We meet Jane and Prudence at an Oxford reunion: Prudence is an elegant 29-year-old spinster and Jane, once her Oxford tutor, a scatterbrained clerical wife. When they go back to their daily lives, Pym lays out for us the deliciously petty behavior of Prudence’s office colleagues and her dreamy crush on her boss, who once called her by her first name. Jane, who once thought her life as a rector’s wife would be like something out of Trollope, is ditsy to the point of derangement. Prudence visits Jane and flirts with a handsome widower whose vanity is possibly Pym’s favorite toy in the book: “‘Well… one has had to hurt people, I suppose,’ said Fabian, tilting his head to one side. He had just realised that the distinguished-looking man sitting at that distant table was himself reflected in a mirror at the far end of the room. No wonder one had had to hurt people, he thought, resting his forehead on his hand.”
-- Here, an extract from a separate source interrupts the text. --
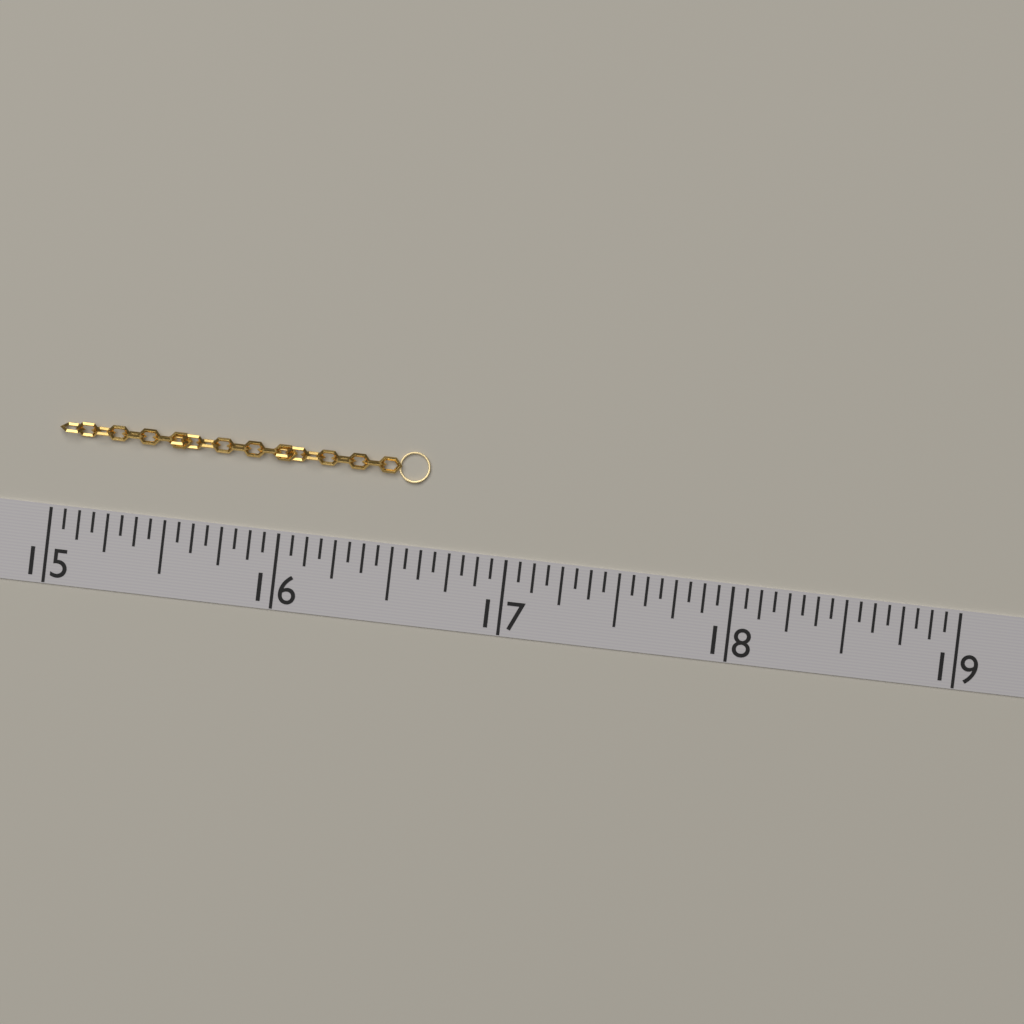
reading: 16.6250 (no unit)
The men do not come off well, to be sure: Pym is especially precise about the many privileges and advantages that the women — with greater or lesser eagerness — yield to the men, from better and more food to better jobs. This, despite the proclamation from a bossy spinster that “men are only after one thing.” What that thing might be is adumbrated in a hilarious little exchange as the parish ladies decorate the church for the Harvest Festival. Fabian Driver, the handsome widower, arrives with an immense marrow (i.e. very large squash) cradled in his arms.
“‘What a fine marrow, Mr. Driver,’ said Mis Doggett in a bright tone. ‘It is the biggest one we have had so far, isn’t it, Miss Morrow?’
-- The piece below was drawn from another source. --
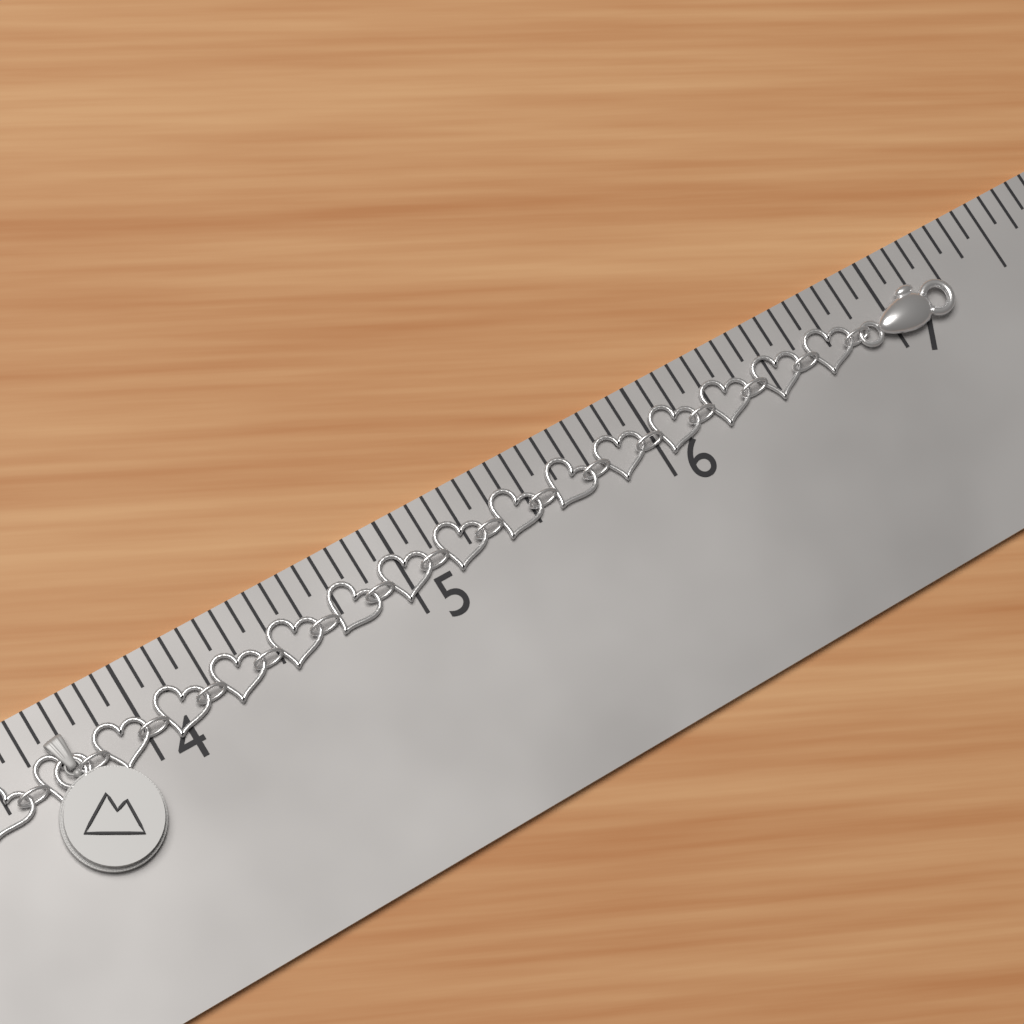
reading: 7.2500 in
“Miss Morrow, who was scrabbling on the floor among the vegetables, mumbled something inaudible.
“‘It is magnificent,’ said Mrs. Mayhew reverently.
“Mr. Driver moved forward and presented the marrow to Miss Doggett with something of a flourish.
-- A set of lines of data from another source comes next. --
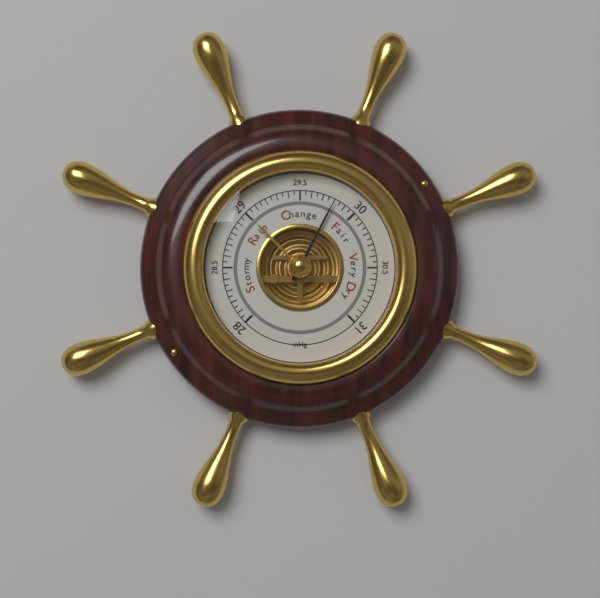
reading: 29.80 inHg
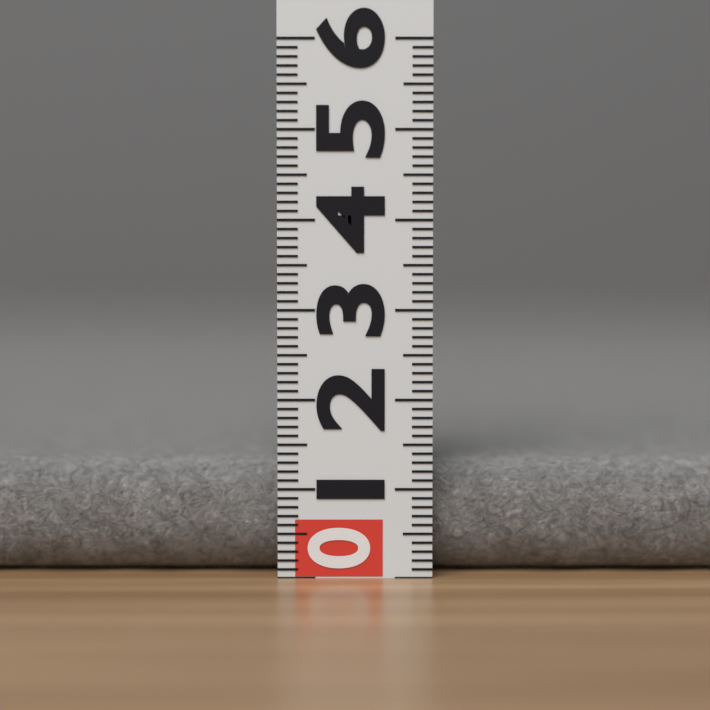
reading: 1.3 (no unit)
“Jane felt as if she were assisting at some primitive kind of ritual at whose significance she hardly dared to guess.”
Much better not to.
Those Barbara Pym stories are so deceptively simple, but actually so deep. I enjoyed what you excerpted, perfect pictures of pathos.
I’ve been puzzling over Excellent Women, my first, and terribly belated Pym, for a week. I can’t find the line: the line where the narrator can no longer be taken at her word and the ironic gap yawns. She is so often so honest about her faults, and yet so frequently blind to her very own emotions. I like wrestling with the characterization, and I am on to my next Pym to see if the authorial voice in the next novel will help me settle my questions. Her autobiography is also on my TBR list. What was your favourite of her novels?
I read them all very fast when they came out so I don’t remember a “favorite” but I do remember finding “The Sweet Dove Died” and “No Fond Return of Love” almost unbearably sad. Good call about “the ironic gap.” I didn’t catch that; will have to reconsider.